Fruit growing in Bahia: stress resilience that held the harvest through the dry spell

Case numbers
The challenge
In fruit growing, water stress is unforgiving. A 400-hectare orchard in the Bahia semiarid lived with the recurring risk of the veranico — those dry spells within the season that cut fruit set, abort flowers and compromise fruit size. The previous year, part of the region had lost production in exactly that window.
The solution
BioPulse applied the stress-resilience package, based on microalgae (such as Chlorella and Spirulina) and antioxidant compounds that act on photosynthesis and cellular protection under abiotic stress.

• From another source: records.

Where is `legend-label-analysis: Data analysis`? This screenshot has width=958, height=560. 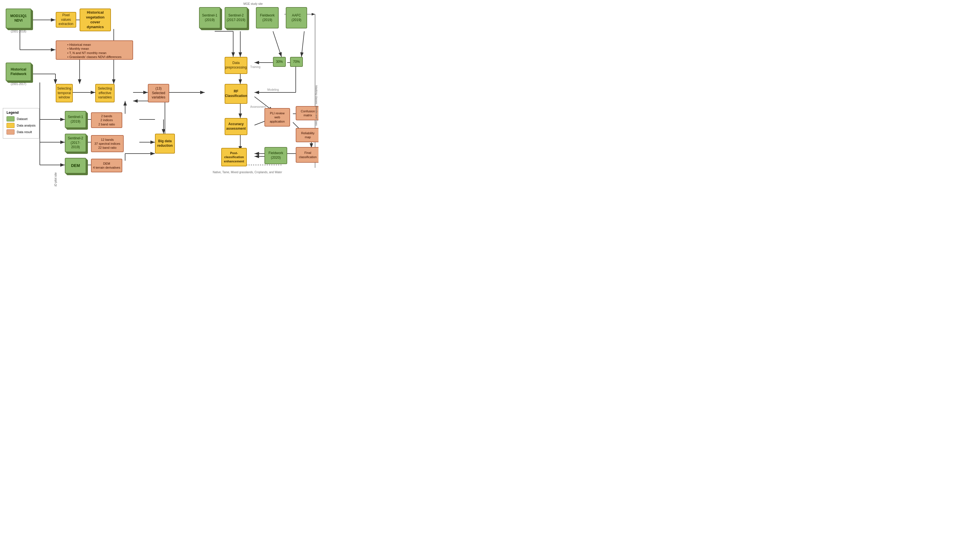
legend-label-analysis: Data analysis is located at coordinates (26, 125).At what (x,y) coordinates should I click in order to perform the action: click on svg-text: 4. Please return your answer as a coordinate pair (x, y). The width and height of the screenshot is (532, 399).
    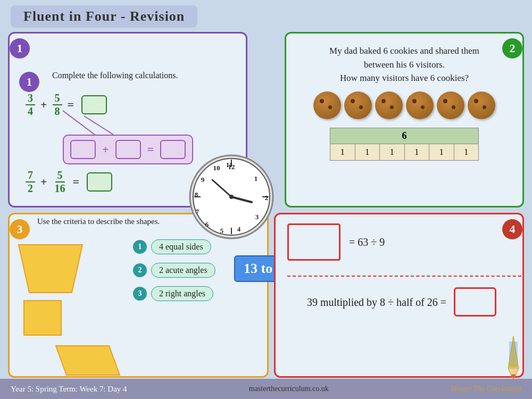
    Looking at the image, I should click on (239, 229). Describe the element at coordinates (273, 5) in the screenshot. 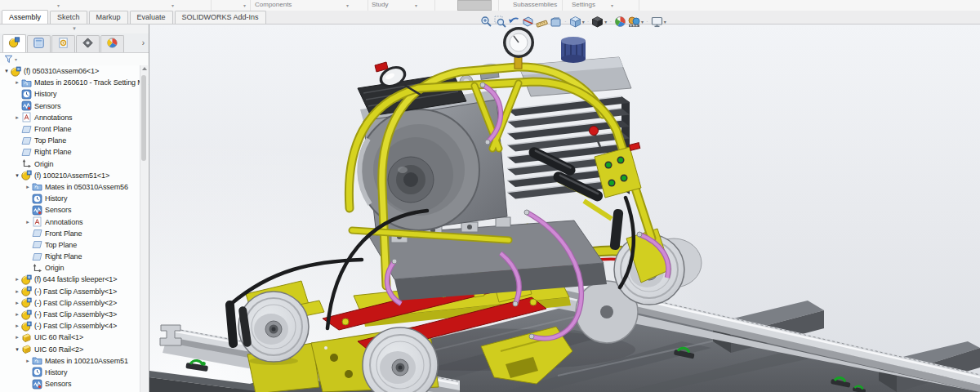

I see `ribbon-button-label-components: Components` at that location.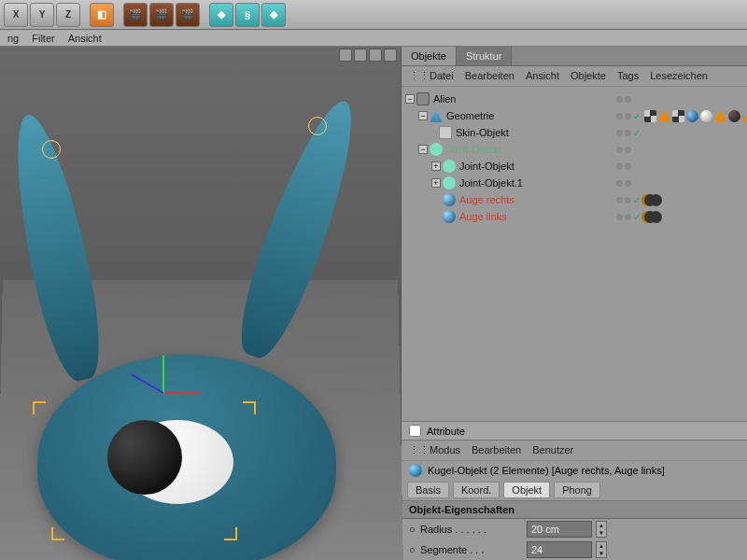 This screenshot has width=747, height=560. What do you see at coordinates (135, 15) in the screenshot?
I see `animation-button-1: 🎬` at bounding box center [135, 15].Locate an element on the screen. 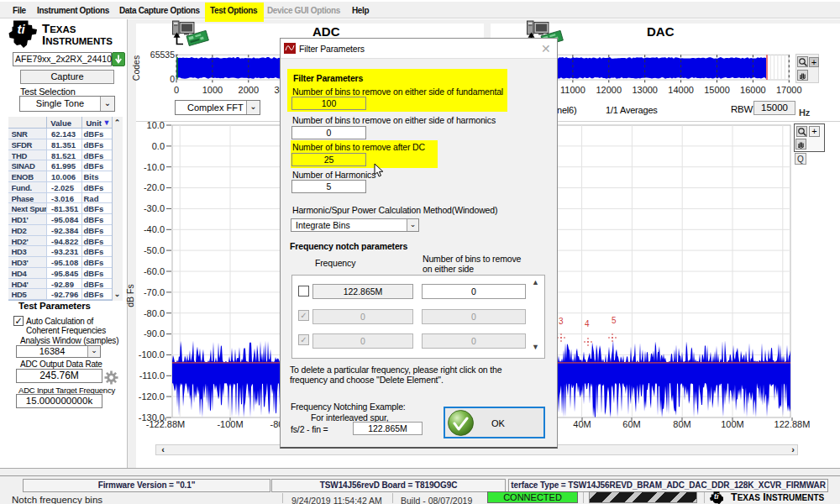 The height and width of the screenshot is (504, 840). svg-text: 14000 is located at coordinates (680, 90).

The mechanism is physiological: under drought and heat, the plant accumulates reactive oxygen species that damage membranes and halt metabolism. Antioxidants mitigate that damage; microalgae biostimulants keep the photosynthetic machinery running longer. The result is a plant that gets through the stress with less loss.
Inside the package
The program was positioned before the stress, at the orchard's critical windows:
- microalgae biostimulants (Chlorella, Spirulina) — amino acids, pigments and hormonal precursors that sustain photosynthesis under heat;
- antioxidant compounds, neutralizing reactive oxygen species before cellular damage accumulates;
- EPS-producing bacteria (Bacillus aryabhattai), retaining moisture in the rhizosphere — an extra reserve of available water for the root on rainless days;
- applications positioned at pre-flowering and fruit set, the phases where the dry spell hits production hardest.
The result
When the dry spell came, the orchard held. While neighboring areas recorded production drops, the 400 hectares under the package maintained yield — the difference between a compromised harvest and a delivered one.
"Stress resilience made the difference during last year's dry spell. Production held where others lost it." — Vicente Andrade, grower · Bahia, Brazil
Want the full physiological mechanism? Read stress resilience: the yield that holds through the dry spell — the applied science behind this case.